Infiltration

2003 February 25

We’ve heard about Republican-fudged voter rolls in Florida and Republican-jammed Democrat phone banks elsewhere around the country during elections. Is it so far-fetched to think there might be closet Republicans (*coughliebermancough*) in the Democratic party? I certainly think so.

You may recall that Bush built a major portion of his campaign on Al Gore’s lies. How can you trust someone who claims to have invented the Internet, for example. Or claims he was the inspiration for Love Story?

Well, now the Democrats think Bush is vulnerable on veracity as well — and not just with self-aggrandizing statements like the above (the first a misquote and the second actually true) — but public policy. Whether or not Al Gore thinks he invented the Internet doesn’t effect people much. But when you tell people they are going to get a $4,000 tax cut and they end up with $12, that’s something quite different.

Poking at Bush on the Credibility issue seems like a great idea to me. But some people apparently don’t think so.

But, as a top Democratic pollster who declined to be named said, the strategy could easily backfire. Focus groups conducted by various Democrats have shown that the American people trust Bush and disdain highly partisan politics, especially when the country is edging toward war. Senior Democrats also risk alienating Bush, whom several Republicans described as peeved that Daschle and others are questioning his honesty. [ Washington Post ]

Oh yeah, right. People only like to be told when Democrats are lying. When Republicans are lying they prefer to be kept in the dark.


What you are asked to do: Look through the records and copy each line that has "swatch" in it.

◇ ◇ ◇

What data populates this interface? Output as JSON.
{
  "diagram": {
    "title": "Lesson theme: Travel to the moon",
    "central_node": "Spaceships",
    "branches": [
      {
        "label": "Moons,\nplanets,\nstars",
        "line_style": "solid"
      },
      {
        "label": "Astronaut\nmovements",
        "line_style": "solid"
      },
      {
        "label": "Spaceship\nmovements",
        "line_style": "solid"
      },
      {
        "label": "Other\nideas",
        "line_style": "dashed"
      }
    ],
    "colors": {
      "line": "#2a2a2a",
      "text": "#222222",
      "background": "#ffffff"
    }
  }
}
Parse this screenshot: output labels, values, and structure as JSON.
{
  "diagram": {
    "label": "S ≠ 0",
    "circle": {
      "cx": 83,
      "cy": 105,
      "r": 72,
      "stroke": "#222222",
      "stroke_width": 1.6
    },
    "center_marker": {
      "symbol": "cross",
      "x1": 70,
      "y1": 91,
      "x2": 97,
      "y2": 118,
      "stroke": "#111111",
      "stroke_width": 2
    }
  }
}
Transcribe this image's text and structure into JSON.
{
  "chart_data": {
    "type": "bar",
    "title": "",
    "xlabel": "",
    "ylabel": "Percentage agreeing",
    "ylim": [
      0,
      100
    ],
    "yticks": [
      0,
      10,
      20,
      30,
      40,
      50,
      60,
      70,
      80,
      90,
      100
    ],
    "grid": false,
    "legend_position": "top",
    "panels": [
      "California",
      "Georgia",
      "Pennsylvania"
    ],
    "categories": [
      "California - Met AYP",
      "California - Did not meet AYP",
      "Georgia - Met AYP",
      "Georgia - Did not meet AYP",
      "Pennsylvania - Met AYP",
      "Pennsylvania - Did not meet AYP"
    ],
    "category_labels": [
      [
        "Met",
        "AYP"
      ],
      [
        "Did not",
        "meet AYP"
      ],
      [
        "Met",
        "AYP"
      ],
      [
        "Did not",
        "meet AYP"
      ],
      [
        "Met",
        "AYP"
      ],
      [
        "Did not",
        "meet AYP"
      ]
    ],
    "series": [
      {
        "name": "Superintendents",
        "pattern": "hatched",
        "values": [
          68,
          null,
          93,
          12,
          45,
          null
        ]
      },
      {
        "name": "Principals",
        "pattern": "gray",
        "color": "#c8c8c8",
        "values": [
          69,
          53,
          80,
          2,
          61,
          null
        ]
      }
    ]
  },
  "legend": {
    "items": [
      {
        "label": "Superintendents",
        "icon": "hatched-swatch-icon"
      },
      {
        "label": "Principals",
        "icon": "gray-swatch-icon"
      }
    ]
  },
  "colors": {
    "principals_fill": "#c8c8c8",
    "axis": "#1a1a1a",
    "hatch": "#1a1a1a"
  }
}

◇ ◇ ◇

Task result:
        "icon": "hatched-swatch-icon"
        "icon": "gray-swatch-icon"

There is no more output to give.